War and armed aggression have ancient roots, but industrialization and globalization have heightened the intensity of militarism’s effects on civilian society.
Consumer lives in the industrialized world are saturated with products directly or indirectly tied to the military industrial complex. Those who live their lives on the margins of the industrialized world cannot escape militarism either; such places, in most cases former colonies or current economic zones of interest for industrialized nations, have become the dumping grounds of new and used popular culture as well as first- and secondhand military hardware.
A child wearing a Transformers t-shirt is just as likely to live in Colombia as in the Philippines, the United States, or Ghana. Technology and globalization have increased the rate and range of exchange from one location to another. The toys and images that flood one market are rapidly deployed globally, making war toys an issue for the entire global village.Children form their moral perspectives at a very young age. Toys and play are crucial to the development of their understanding of the world. When war toys and aggressive action figures dominate children’s toy boxes and playtime, war toys become an influential source that teaches children some of the core values of militarism. Physicians for Global Survival (PGS), a physicians’ peace activist group founded in the early 1980s, identifies the four most-prominent moral lessons that war toys teach children as the following:
• War is a game, an exciting adventure.
• Killing is acceptable, even fun.
• Violence or the threat of violence is the only way to resolve conflicts.
• The world is divided into “goodies” and “baddies,” where the bad guys are devoid of human qualities and their destruction is desirable.2
War play that rehearses stories in which “bad” people, who seek to control the world, are defeated by “good people” teaches children that weapons and war are sources of power and are necessary to deal with “evil.” Militarist media feels compelling, sets audience expectation and excitement levels, is all but impossible to avoid, and defines fun as action- and adrenaline-based. War entertainment currently sold to global consumers is not responsible for creating militarist values, but it goes a long way in reinforcing the lessons that help militarism maintain its hegemony.
The encroachment of militarism into the lives of consumers and the seductive dangers it poses are the explicit topics of director Joe Dante's 1998 Hollywood feature film, Small Soldiers. This satire of late twentieth-century U.S. militarist-laced consumerism was ideally built for the market environment it critiques: the movie wittily partakes in the very elements it satirizes. Small Soldiers sells its antimilitarist theme in packaging that highlights the action-based narrative and explosive spectacle that captivates a broad spectrum of the mainstream viewing audience. Thus, it should come as no surprise that the film itself faced protest for glamorizing violence. However, it is my belief that teaching the world's children to play with the dangerous double-edged sword of militarism's toys with a knowing and satiric awareness is the best defense activists have to offer. Small Soldiers can offer a model for new forms of intelligent engaged play that promotes learning about the dangers of war and militarism in our world, making the film and its toy tie-ins entertaining and instructive products for children and adults to explore.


> [TASK INSTRUCTIONS]: Which lines come from the start of the records through the line that holds "The width and"? Write them out word for word.

> [MATERIAL FOR THIS EXERCISE]:
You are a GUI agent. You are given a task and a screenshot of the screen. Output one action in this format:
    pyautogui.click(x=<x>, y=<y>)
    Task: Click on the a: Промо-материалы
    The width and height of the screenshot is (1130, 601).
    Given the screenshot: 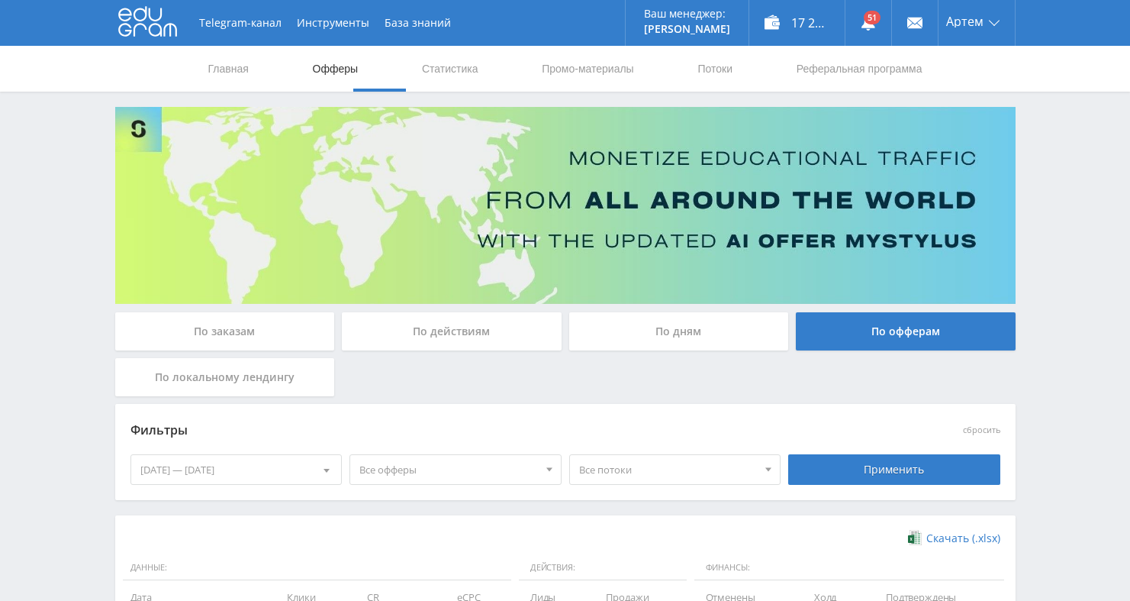 What is the action you would take?
    pyautogui.click(x=588, y=69)
    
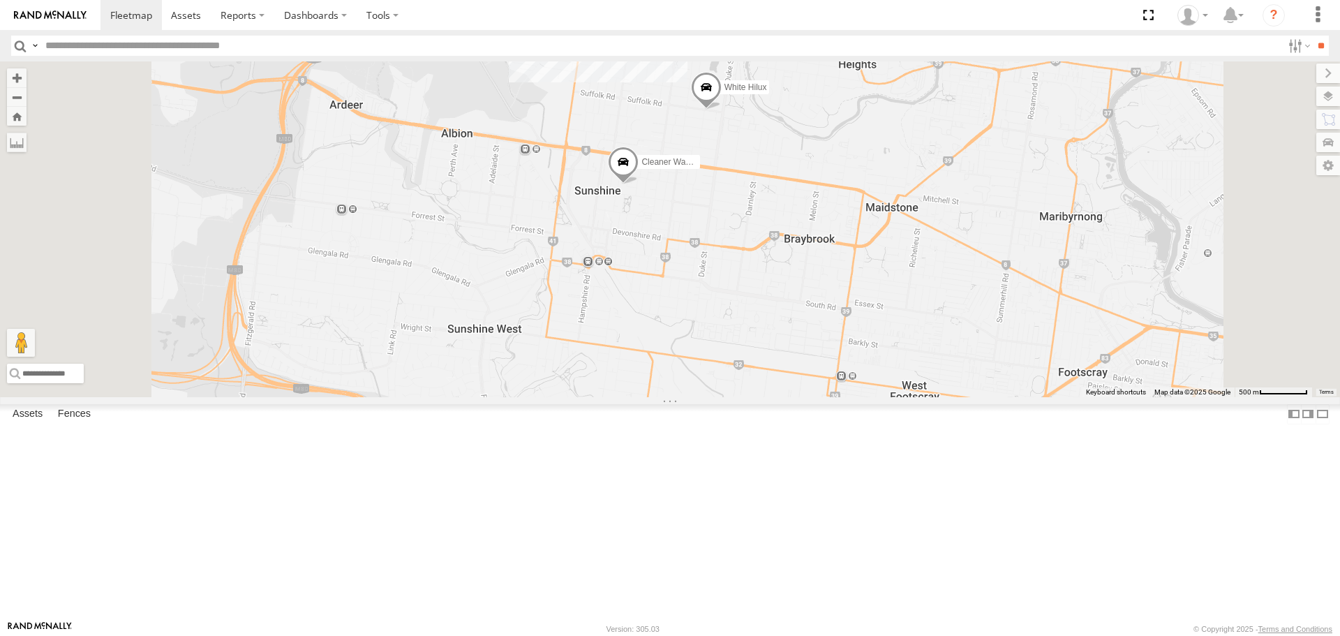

> [ANSWER AREA]:
You are a GUI agent. You are given a task and a screenshot of the screen. Output one action in this format:
    pyautogui.click(x=<x>, y=<y>)
    Task: Click on the a: Промо-материалы
    The width and height of the screenshot is (1130, 601).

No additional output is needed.